Okay, I don’t normally do this, but if anyone remembers the name of that Conservative candidate I was yammering on about at the top of this blog, could you email me? It’s driving me *mad*.

4:54:47 PM
Lots of fairly heartfelt-sounding cheers from behind the hedges, which I assume means that Dion is in sight. Or that they’re practicing for his arrival. “Di-on, Di-on!”

4:57:02 PM
I thought for a second that there was a guy in an Oily the Splot here – an infiltrator! – but it was just a cameraman wearing a particularly vivid yellow shirt.

AFTERNOTE: I was actually surprised not to see any Conservative campaign staffers there – at least, none who were instantly recognizeable as such. Isn’t that now standard operating procedure for most parties — sending observers to the other parties’ events to collect intel?

Oh, right, the event. There is throbbing music – U2, a shoutout to his predecessor, perhaps? There are cheers, the leader is making his way to the front of the room, and – there he is. Not even bloodied and unbowed.

5:00:46 PM
Dion, you will be interested if not entirely surprised to hear, is “happy and unhappy.” What is the appropriate response to that, as far as audience reaction? Yay? Boo?

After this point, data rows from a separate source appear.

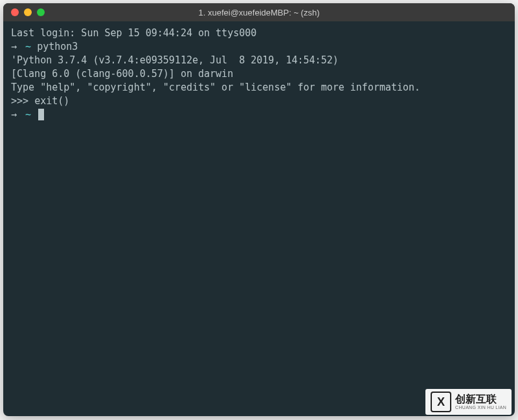 This screenshot has height=420, width=518. Describe the element at coordinates (41, 115) in the screenshot. I see `cursor-icon` at that location.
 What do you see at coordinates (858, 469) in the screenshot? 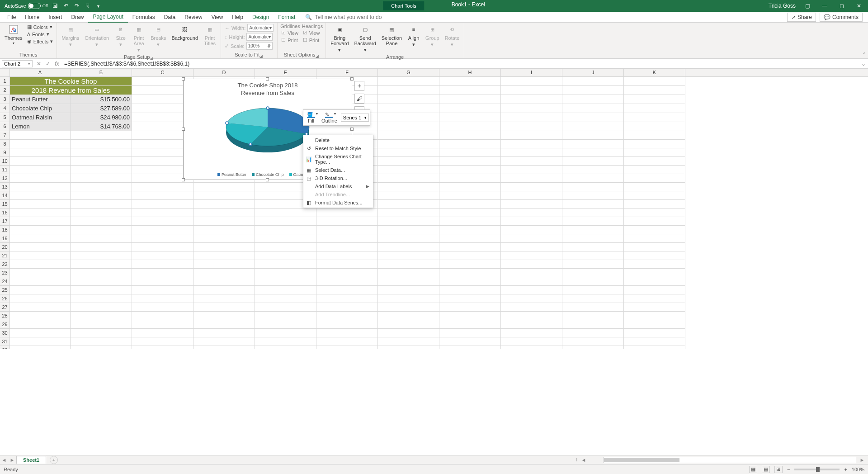
I see `zoom-level: 100%` at bounding box center [858, 469].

A weird mix of the two?

“We cannot trust this man, it’s as simple as that,’ Dion tells the crowd. I lost my spot on the media riser – it was taken by a Liberal staffer who shall remain nameless, and who is tall enough already, so why he wants to prevent me from seeing the stage I don’t know – so I’m just going by his voice.

Randy Hillier! That’s the guy! Okay, now I can pay full attention to Dion without obsessing over the sideshow.

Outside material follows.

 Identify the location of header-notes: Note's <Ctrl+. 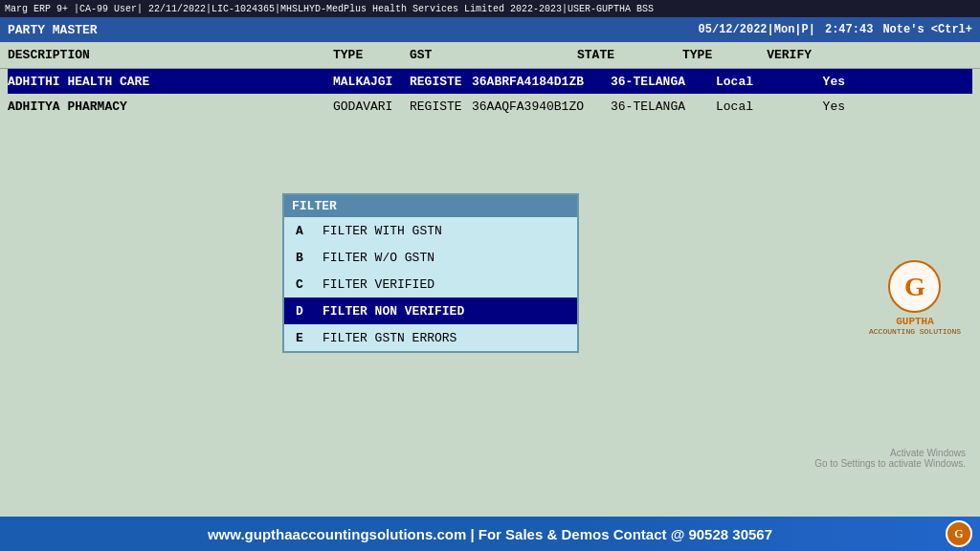
(927, 30).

Something about carbon offsetting, and now – the real announcement! Wait, what? Is there an announcement? I bet if I could see the stage, I’d know!

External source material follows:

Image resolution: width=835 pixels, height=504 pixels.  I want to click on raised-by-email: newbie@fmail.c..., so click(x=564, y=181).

Anyway, when he becomes Prime Minister – long pause for applause, which, thankfully, occurs, and how embarrassing would that have been if it didn’t? – he will ensure that there is *true* carbon offset that will actually reduce greenhouse gases – a “gold standard”. Crowd loves that. In fairness, crowd would love anything at this time. I bet even a Hail Satan! would elicit at least a tentative cheer.

5:09:40 PM
Okay, bit of a berry-related hiccough there – for some reason, my network connection keeps stubbornly refusing to, you know, exist, which is delaying the update and leaving dozens of you on the edges of your seats over what Stephane Dion is telling the crowd. Which is that Jack Layton “thinks he’s Barack Obama” and that all those people who “lent him their votes” want them back – with interest! Big applause there.

5:13:29 PM
Hey, isn’t that former Ottawa mayor turned Ontario cabinet minister Jim Watson wearing a David Pratt button? It is! (I even made him pose for a picture, which I’ll upload when this day finally ends.)

5:14:49 PM
And – that’s it from Dion. “What a speech,” says Penny Collennette. “I actually agree with John Baird,” she confesses. “He says leadership must be bold.” His version of boldness, though, is brash and bombastic – and “our David Pratt” is going to take care of that.

More cheers.

There are a surprising number of people outside the tent, who are sticking around despite the drizzle.

5:20:35 PM
And – that seems to be definitively it, as far as the formal event goes. The leader is leaving – slowly, with the obligatory handshaking and entourage of sign-bearers, and suddenly it’s like I’m back at the Liberal leadership convention, only thankfully, hundreds of miles away from the Palais du Congres.

5:23:16 PM
Finally, I managed to file an update – and apologies for the berrysilence, it was entirely involuntary. It’s now time for the media bus to pull out, taking with it a good chunk of the press gallery, so there is lots of hugs and back-patting and that sort of thing going on. Those of us stuck in Ottawa are going to miss them terribly.

What, you didn’t think we hugged? We’re not monsters.
Okay, that’s it for me – I’ll post photos later, but I have to give my poor overworked thumbs a break. I’m sure you’ll be sick of the sight of my text by the end of the campaign, no worries.